Interstate 40 in Nashville today
Via tweetphoto.com user WSMVJoshDevine and weather.com
Via tweetphoto.com user WSMVJoshDevine and weather.com
"No single event can be attributed to climate change but the dice are loaded so that certain types of events become more common", you know the drill...
Anyway, great swaths of Tennessee got over a foot of rain this past weekend, and the Cumberland looks to crest about fifteen feet above flood stage. There is major damage through Nashville and much of middle Tennessee.
There's a silver lining, though an off-topic one.
Having had the unforgettable experience of spending a couple of nights at Nashville's Opryland resort while Irene attended a conference there, I am not sorry to report that the abomination in question is significantly damaged. My sympathies to the innocent victims who were staying there, as I did, out of ignorance or curiosity or some business reason, (who were rounded into the conference rooms, then shipped off to cots in high school auditoriums without their possessions; I hope any foreigners, especially those planning to extend their visit to Arizona, eventually get their passports back...) but I have little sympathy for Opryland itself.
The name "Opry" was originally a mockery of the town's opera-aspiring blue-bloods, who did not want their city becoming a center for a raucous and informal folk music. Now it's become a mockery of the original mockery.
The owners, "Gaylord", are putting a brave face on it and promising to reopen in several months, but perhaps the fates will extract some rough justice from this event, and the monstrosity will be irretrievably damaged. Then country music may go back to being a genuine folk culture rather than an overwrought pastiche of itself.
Update: Joe Romm has more, including a remarkable video and the amazing fact, via Jeff Masters, that as of May 2, this is the wettest May on record in Nashville.
5/5 Interesting Update at Sully's. "Stinko de Mayo".
Update August 9 2010: Hot link to Opryland picture no longer works, removed.
3 comments:
All that photo needs to complete it is a black swan.
I haven't checked detailed coverage, but I assume there must be some pretty big uninsured losses. A lesson for some, perhaps.
I take issue with that "abomination". In its own overdone way it's glorious. Maybe having a river flow through a hotel is a bit much, but the gardens are great to walk through.
You aren't going to win me over on this one, Vic.
For some reason there is a market for big tourist destinations that exist only because they are tourist destinations. Call me a grouch but the glitz, the falseness, the cheapness of the surrounding neighborhoods, the inaccessibility of anything resembling civilization, the cheesy and pathetically grandiose architecture, the coarse displays of bling, the military precision of the entertainments, the commercialism, the carefully glossed over classism, the celebration of waste and overconsuption, the lack of a decent magazinbe rack never mind an honest bookstore for God's sake, the implicit corporatization of all that is human, it just happens that those things don't appeal to me all that much.
Ski resorts, beach resorts, cruise ships, casinos, Disney resorts, all of them intrude into the life of the academic who'd rather attend conferences in some two bit town that still has a shred of authenticity, say like Kingsport TN or Eau Claire WI but end up shunted to Kissimmee. So I know whereof I speak.
But of all those places, none compares in its gilded shabbiness and shallowness to Opryland, may it rest in peace, please and thanks.
I guess it's a matter of taste. Some people like air conditioned gardens I suppose. In case you didn't gather, they don't do much for me.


# AIM OF THE EXERCISE
What is needed is each line of the data below that holds the string "right".

# TASK INPUT
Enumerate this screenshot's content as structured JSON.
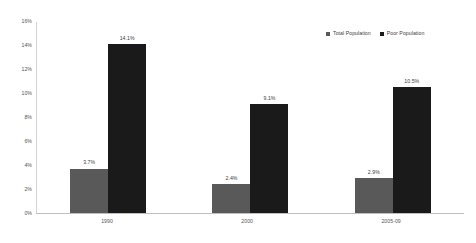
{
  "chart_data": {
    "type": "bar",
    "title": "",
    "subtitle": "",
    "xlabel": "",
    "ylabel": "",
    "categories": [
      "1990",
      "2000",
      "2005-09"
    ],
    "series": [
      {
        "name": "Total Population",
        "color": "#595959",
        "values": [
          3.7,
          2.4,
          2.9
        ],
        "labels": [
          "3.7%",
          "2.4%",
          "2.9%"
        ]
      },
      {
        "name": "Poor Population",
        "color": "#1a1a1a",
        "values": [
          14.1,
          9.1,
          10.5
        ],
        "labels": [
          "14.1%",
          "9.1%",
          "10.5%"
        ]
      }
    ],
    "ylim": [
      0,
      16
    ],
    "ytick_values": [
      16,
      14,
      12,
      10,
      8,
      6,
      4,
      2,
      0
    ],
    "ytick_labels": [
      "16%",
      "14%",
      "12%",
      "10%",
      "8%",
      "6%",
      "4%",
      "2%",
      "0%"
    ],
    "grid": false,
    "legend_position": "top-right",
    "value_labels_shown": true
  }
}
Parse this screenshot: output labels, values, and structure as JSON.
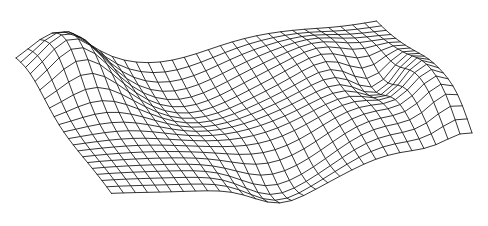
{
  "figure": {
    "title": "",
    "background_color": "#ffffff",
    "line_color": "#111111",
    "line_width": 0.85,
    "width": 488,
    "height": 226
  },
  "chart_data": {
    "type": "surface-wireframe",
    "title": "",
    "subtitle": "",
    "xlabel": "",
    "ylabel": "",
    "zlabel": "",
    "grid": true,
    "legend": "none",
    "axes_visible": false,
    "tick_labels": [],
    "annotations": [],
    "nx": 31,
    "ny": 21,
    "xlim": [
      0,
      30
    ],
    "ylim": [
      0,
      20
    ],
    "zlim": [
      -1.0,
      1.0
    ],
    "projection": {
      "type": "oblique",
      "origin_x": 22,
      "origin_y": 74,
      "col_step_x": 12.6,
      "col_step_y": -1.55,
      "row_step_x": 5.0,
      "row_step_y": 6.55,
      "z_scale": 42.0
    },
    "surface_model": {
      "note": "z = sum of gaussian bumps plus low-frequency ripple; evaluated on a 31x21 grid in (u,v) where u=col/30, v=row/20",
      "ripple": {
        "amp": 0.155,
        "ku": 6.5,
        "kv": 2.1,
        "phase": 0.55
      },
      "ripple2": {
        "amp": 0.085,
        "ku": 3.1,
        "kv": 5.4,
        "phase": 2.2
      },
      "tilt": {
        "du": 0.1,
        "dv": -0.06
      },
      "bumps": [
        {
          "name": "left-peak",
          "u": 0.115,
          "v": 0.14,
          "amp": 1.0,
          "su": 0.075,
          "sv": 0.16
        },
        {
          "name": "left-shoulder",
          "u": 0.205,
          "v": 0.3,
          "amp": 0.3,
          "su": 0.09,
          "sv": 0.18
        },
        {
          "name": "mid-trough",
          "u": 0.395,
          "v": 0.22,
          "amp": -0.52,
          "su": 0.15,
          "sv": 0.22
        },
        {
          "name": "back-swell",
          "u": 0.64,
          "v": 0.12,
          "amp": 0.46,
          "su": 0.15,
          "sv": 0.2
        },
        {
          "name": "right-ridge",
          "u": 0.805,
          "v": 0.33,
          "amp": 0.4,
          "su": 0.085,
          "sv": 0.17
        },
        {
          "name": "right-notch",
          "u": 0.875,
          "v": 0.46,
          "amp": -0.62,
          "su": 0.06,
          "sv": 0.13
        },
        {
          "name": "right-fold",
          "u": 0.965,
          "v": 0.6,
          "amp": 0.78,
          "su": 0.055,
          "sv": 0.2
        },
        {
          "name": "front-dip",
          "u": 0.56,
          "v": 0.86,
          "amp": -0.58,
          "su": 0.12,
          "sv": 0.16
        },
        {
          "name": "front-step",
          "u": 0.46,
          "v": 0.95,
          "amp": -0.34,
          "su": 0.07,
          "sv": 0.12
        },
        {
          "name": "front-rise",
          "u": 0.76,
          "v": 0.78,
          "amp": 0.34,
          "su": 0.13,
          "sv": 0.18
        },
        {
          "name": "far-right-lip",
          "u": 1.0,
          "v": 0.88,
          "amp": 0.55,
          "su": 0.06,
          "sv": 0.14
        }
      ]
    }
  }
}
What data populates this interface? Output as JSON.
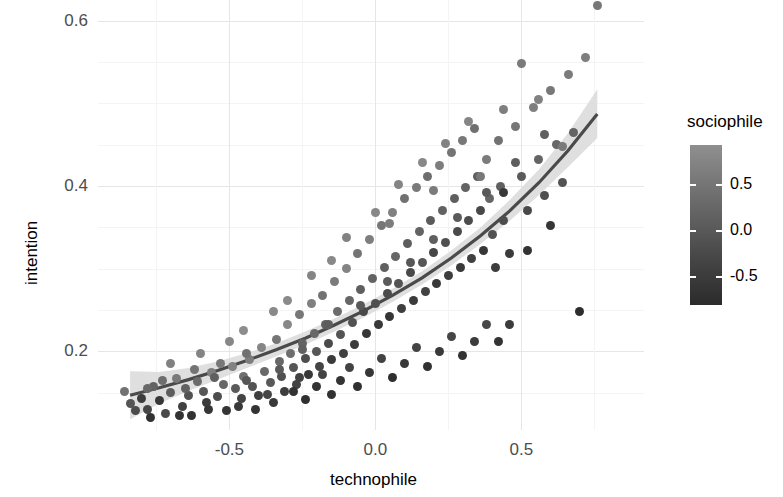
{
  "chart_data": {
    "type": "scatter",
    "title": "",
    "xlabel": "technophile",
    "ylabel": "intention",
    "xlim": [
      -0.95,
      0.92
    ],
    "ylim": [
      0.105,
      0.625
    ],
    "xticks": [
      "-0.5",
      "0.0",
      "0.5"
    ],
    "xtick_values": [
      -0.5,
      0.0,
      0.5
    ],
    "yticks": [
      "0.2",
      "0.4",
      "0.6"
    ],
    "ytick_values": [
      0.2,
      0.4,
      0.6
    ],
    "grid": true,
    "legend": {
      "title": "sociophile",
      "type": "colorbar",
      "position": "right",
      "ticks": [
        "0.5",
        "0.0",
        "-0.5"
      ],
      "tick_values": [
        0.5,
        0.0,
        -0.5
      ],
      "range": [
        -0.82,
        0.92
      ],
      "color_low": "#2b2b2b",
      "color_high": "#8f8f8f"
    },
    "fit": {
      "name": "smoothed trend",
      "line_color": "#4a4a4a",
      "ribbon_color": "#d9d9d9",
      "x": [
        -0.84,
        -0.74,
        -0.64,
        -0.54,
        -0.44,
        -0.34,
        -0.24,
        -0.14,
        -0.04,
        0.06,
        0.16,
        0.26,
        0.36,
        0.46,
        0.56,
        0.66,
        0.76
      ],
      "y": [
        0.147,
        0.156,
        0.166,
        0.177,
        0.189,
        0.202,
        0.216,
        0.232,
        0.249,
        0.268,
        0.289,
        0.313,
        0.34,
        0.37,
        0.404,
        0.443,
        0.487
      ],
      "ylo": [
        0.118,
        0.137,
        0.152,
        0.166,
        0.18,
        0.194,
        0.208,
        0.224,
        0.241,
        0.26,
        0.281,
        0.304,
        0.33,
        0.358,
        0.389,
        0.423,
        0.458
      ],
      "yhi": [
        0.176,
        0.175,
        0.18,
        0.188,
        0.198,
        0.21,
        0.224,
        0.24,
        0.257,
        0.276,
        0.297,
        0.322,
        0.35,
        0.383,
        0.42,
        0.464,
        0.517
      ]
    },
    "points": [
      [
        -0.86,
        0.152,
        0.42
      ],
      [
        -0.84,
        0.137,
        -0.1
      ],
      [
        -0.8,
        0.143,
        -0.52
      ],
      [
        -0.78,
        0.13,
        -0.35
      ],
      [
        -0.76,
        0.158,
        0.15
      ],
      [
        -0.74,
        0.141,
        -0.61
      ],
      [
        -0.72,
        0.125,
        -0.3
      ],
      [
        -0.7,
        0.15,
        0.05
      ],
      [
        -0.68,
        0.167,
        0.55
      ],
      [
        -0.66,
        0.133,
        -0.45
      ],
      [
        -0.64,
        0.147,
        -0.15
      ],
      [
        -0.63,
        0.122,
        -0.7
      ],
      [
        -0.61,
        0.164,
        0.3
      ],
      [
        -0.59,
        0.152,
        -0.05
      ],
      [
        -0.58,
        0.138,
        -0.55
      ],
      [
        -0.56,
        0.175,
        0.62
      ],
      [
        -0.54,
        0.145,
        -0.25
      ],
      [
        -0.52,
        0.16,
        0.2
      ],
      [
        -0.51,
        0.128,
        -0.65
      ],
      [
        -0.49,
        0.182,
        0.7
      ],
      [
        -0.48,
        0.155,
        0.0
      ],
      [
        -0.46,
        0.143,
        -0.4
      ],
      [
        -0.45,
        0.17,
        0.38
      ],
      [
        -0.43,
        0.19,
        0.6
      ],
      [
        -0.42,
        0.158,
        -0.12
      ],
      [
        -0.4,
        0.147,
        -0.48
      ],
      [
        -0.39,
        0.205,
        0.75
      ],
      [
        -0.38,
        0.176,
        0.28
      ],
      [
        -0.36,
        0.162,
        -0.02
      ],
      [
        -0.35,
        0.138,
        -0.58
      ],
      [
        -0.34,
        0.215,
        0.48
      ],
      [
        -0.33,
        0.188,
        0.22
      ],
      [
        -0.32,
        0.17,
        -0.18
      ],
      [
        -0.31,
        0.152,
        -0.5
      ],
      [
        -0.3,
        0.232,
        0.8
      ],
      [
        -0.29,
        0.198,
        0.35
      ],
      [
        -0.28,
        0.18,
        -0.08
      ],
      [
        -0.27,
        0.16,
        -0.42
      ],
      [
        -0.26,
        0.245,
        0.52
      ],
      [
        -0.25,
        0.21,
        0.18
      ],
      [
        -0.24,
        0.192,
        -0.22
      ],
      [
        -0.23,
        0.172,
        -0.6
      ],
      [
        -0.22,
        0.258,
        0.65
      ],
      [
        -0.21,
        0.222,
        0.25
      ],
      [
        -0.2,
        0.2,
        -0.05
      ],
      [
        -0.19,
        0.182,
        -0.38
      ],
      [
        -0.18,
        0.268,
        0.42
      ],
      [
        -0.17,
        0.232,
        0.12
      ],
      [
        -0.16,
        0.21,
        -0.28
      ],
      [
        -0.15,
        0.19,
        -0.55
      ],
      [
        -0.14,
        0.285,
        0.58
      ],
      [
        -0.13,
        0.248,
        0.3
      ],
      [
        -0.12,
        0.22,
        -0.1
      ],
      [
        -0.11,
        0.198,
        -0.45
      ],
      [
        -0.1,
        0.3,
        0.72
      ],
      [
        -0.09,
        0.262,
        0.2
      ],
      [
        -0.08,
        0.235,
        -0.15
      ],
      [
        -0.07,
        0.208,
        -0.52
      ],
      [
        -0.06,
        0.318,
        0.45
      ],
      [
        -0.05,
        0.275,
        0.08
      ],
      [
        -0.04,
        0.248,
        -0.32
      ],
      [
        -0.03,
        0.222,
        -0.62
      ],
      [
        -0.02,
        0.335,
        0.62
      ],
      [
        -0.01,
        0.288,
        0.15
      ],
      [
        0.0,
        0.258,
        -0.2
      ],
      [
        0.01,
        0.232,
        -0.58
      ],
      [
        0.02,
        0.352,
        0.5
      ],
      [
        0.03,
        0.302,
        0.1
      ],
      [
        0.04,
        0.27,
        -0.25
      ],
      [
        0.05,
        0.242,
        -0.65
      ],
      [
        0.06,
        0.368,
        0.68
      ],
      [
        0.07,
        0.315,
        0.22
      ],
      [
        0.08,
        0.282,
        -0.12
      ],
      [
        0.09,
        0.252,
        -0.48
      ],
      [
        0.1,
        0.385,
        0.4
      ],
      [
        0.11,
        0.33,
        0.05
      ],
      [
        0.12,
        0.295,
        -0.3
      ],
      [
        0.13,
        0.262,
        -0.55
      ],
      [
        0.14,
        0.398,
        0.55
      ],
      [
        0.15,
        0.345,
        0.18
      ],
      [
        0.16,
        0.308,
        -0.08
      ],
      [
        0.17,
        0.272,
        -0.42
      ],
      [
        0.18,
        0.412,
        0.35
      ],
      [
        0.19,
        0.358,
        0.02
      ],
      [
        0.2,
        0.32,
        -0.35
      ],
      [
        0.21,
        0.282,
        -0.6
      ],
      [
        0.22,
        0.425,
        0.6
      ],
      [
        0.23,
        0.37,
        0.12
      ],
      [
        0.24,
        0.332,
        -0.18
      ],
      [
        0.25,
        0.292,
        -0.5
      ],
      [
        0.26,
        0.44,
        0.45
      ],
      [
        0.27,
        0.385,
        0.08
      ],
      [
        0.28,
        0.345,
        -0.28
      ],
      [
        0.29,
        0.302,
        -0.58
      ],
      [
        0.3,
        0.455,
        0.52
      ],
      [
        0.31,
        0.398,
        0.15
      ],
      [
        0.32,
        0.358,
        -0.22
      ],
      [
        0.33,
        0.312,
        -0.45
      ],
      [
        0.34,
        0.47,
        0.38
      ],
      [
        0.35,
        0.412,
        0.05
      ],
      [
        0.36,
        0.37,
        -0.32
      ],
      [
        0.37,
        0.322,
        -0.62
      ],
      [
        0.38,
        0.432,
        0.58
      ],
      [
        0.39,
        0.385,
        0.2
      ],
      [
        0.4,
        0.342,
        -0.15
      ],
      [
        0.41,
        0.302,
        -0.52
      ],
      [
        0.42,
        0.455,
        0.42
      ],
      [
        0.43,
        0.4,
        0.1
      ],
      [
        0.44,
        0.358,
        -0.25
      ],
      [
        0.46,
        0.318,
        -0.55
      ],
      [
        0.48,
        0.472,
        0.48
      ],
      [
        0.5,
        0.412,
        0.0
      ],
      [
        0.52,
        0.37,
        -0.3
      ],
      [
        0.54,
        0.495,
        0.65
      ],
      [
        0.56,
        0.432,
        0.18
      ],
      [
        0.58,
        0.388,
        -0.2
      ],
      [
        0.6,
        0.515,
        0.52
      ],
      [
        0.62,
        0.45,
        0.22
      ],
      [
        0.64,
        0.404,
        -0.12
      ],
      [
        0.66,
        0.535,
        0.58
      ],
      [
        0.68,
        0.465,
        0.15
      ],
      [
        0.7,
        0.248,
        -0.78
      ],
      [
        0.72,
        0.555,
        0.62
      ],
      [
        0.76,
        0.618,
        0.5
      ],
      [
        -0.77,
        0.12,
        -0.72
      ],
      [
        -0.73,
        0.165,
        0.32
      ],
      [
        -0.67,
        0.122,
        -0.68
      ],
      [
        -0.62,
        0.178,
        0.45
      ],
      [
        -0.57,
        0.13,
        -0.62
      ],
      [
        -0.53,
        0.186,
        0.52
      ],
      [
        -0.47,
        0.133,
        -0.58
      ],
      [
        -0.44,
        0.198,
        0.4
      ],
      [
        -0.41,
        0.13,
        -0.66
      ],
      [
        -0.37,
        0.148,
        -0.36
      ],
      [
        -0.28,
        0.152,
        -0.7
      ],
      [
        -0.26,
        0.168,
        -0.44
      ],
      [
        -0.24,
        0.142,
        -0.75
      ],
      [
        -0.2,
        0.158,
        -0.68
      ],
      [
        -0.18,
        0.172,
        -0.38
      ],
      [
        -0.15,
        0.148,
        -0.72
      ],
      [
        -0.12,
        0.165,
        -0.66
      ],
      [
        -0.09,
        0.18,
        -0.4
      ],
      [
        -0.06,
        0.158,
        -0.74
      ],
      [
        -0.02,
        0.175,
        -0.62
      ],
      [
        0.02,
        0.192,
        -0.42
      ],
      [
        0.06,
        0.168,
        -0.76
      ],
      [
        0.1,
        0.185,
        -0.6
      ],
      [
        0.14,
        0.205,
        -0.38
      ],
      [
        0.18,
        0.182,
        -0.72
      ],
      [
        0.22,
        0.2,
        -0.58
      ],
      [
        0.26,
        0.218,
        -0.35
      ],
      [
        0.3,
        0.195,
        -0.7
      ],
      [
        0.34,
        0.212,
        -0.55
      ],
      [
        0.38,
        0.232,
        -0.32
      ],
      [
        0.42,
        0.212,
        -0.68
      ],
      [
        0.46,
        0.232,
        -0.52
      ],
      [
        -0.7,
        0.185,
        0.68
      ],
      [
        -0.6,
        0.198,
        0.72
      ],
      [
        -0.5,
        0.212,
        0.78
      ],
      [
        -0.35,
        0.248,
        0.82
      ],
      [
        -0.22,
        0.292,
        0.75
      ],
      [
        -0.1,
        0.338,
        0.7
      ],
      [
        0.0,
        0.368,
        0.78
      ],
      [
        0.08,
        0.402,
        0.72
      ],
      [
        0.16,
        0.428,
        0.8
      ],
      [
        0.24,
        0.452,
        0.68
      ],
      [
        0.32,
        0.478,
        0.75
      ],
      [
        0.44,
        0.492,
        0.62
      ],
      [
        0.56,
        0.505,
        0.7
      ],
      [
        0.64,
        0.448,
        0.55
      ],
      [
        -0.45,
        0.225,
        0.88
      ],
      [
        -0.3,
        0.262,
        0.85
      ],
      [
        -0.15,
        0.31,
        0.8
      ],
      [
        0.05,
        0.355,
        0.6
      ],
      [
        0.2,
        0.395,
        0.58
      ],
      [
        0.36,
        0.412,
        0.52
      ],
      [
        -0.82,
        0.128,
        -0.25
      ],
      [
        -0.78,
        0.155,
        0.25
      ],
      [
        -0.65,
        0.155,
        0.12
      ],
      [
        -0.55,
        0.168,
        0.08
      ],
      [
        -0.44,
        0.165,
        -0.05
      ],
      [
        -0.33,
        0.178,
        -0.02
      ],
      [
        -0.25,
        0.202,
        0.1
      ],
      [
        -0.16,
        0.232,
        0.05
      ],
      [
        -0.05,
        0.255,
        -0.02
      ],
      [
        0.04,
        0.285,
        0.02
      ],
      [
        0.12,
        0.308,
        -0.05
      ],
      [
        0.2,
        0.335,
        0.08
      ],
      [
        0.28,
        0.362,
        0.02
      ],
      [
        0.38,
        0.392,
        -0.02
      ],
      [
        0.48,
        0.428,
        0.05
      ],
      [
        0.58,
        0.462,
        0.1
      ],
      [
        0.5,
        0.548,
        0.55
      ],
      [
        0.44,
        0.392,
        -0.58
      ],
      [
        0.52,
        0.322,
        -0.68
      ],
      [
        0.6,
        0.352,
        -0.62
      ]
    ]
  }
}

# FINISHED EXERCISE
    "legend_position": "top-right",
          "name": "right-ridge",
          "name": "right-notch",
          "name": "right-fold",
          "name": "far-right-lip",
      "position": "right",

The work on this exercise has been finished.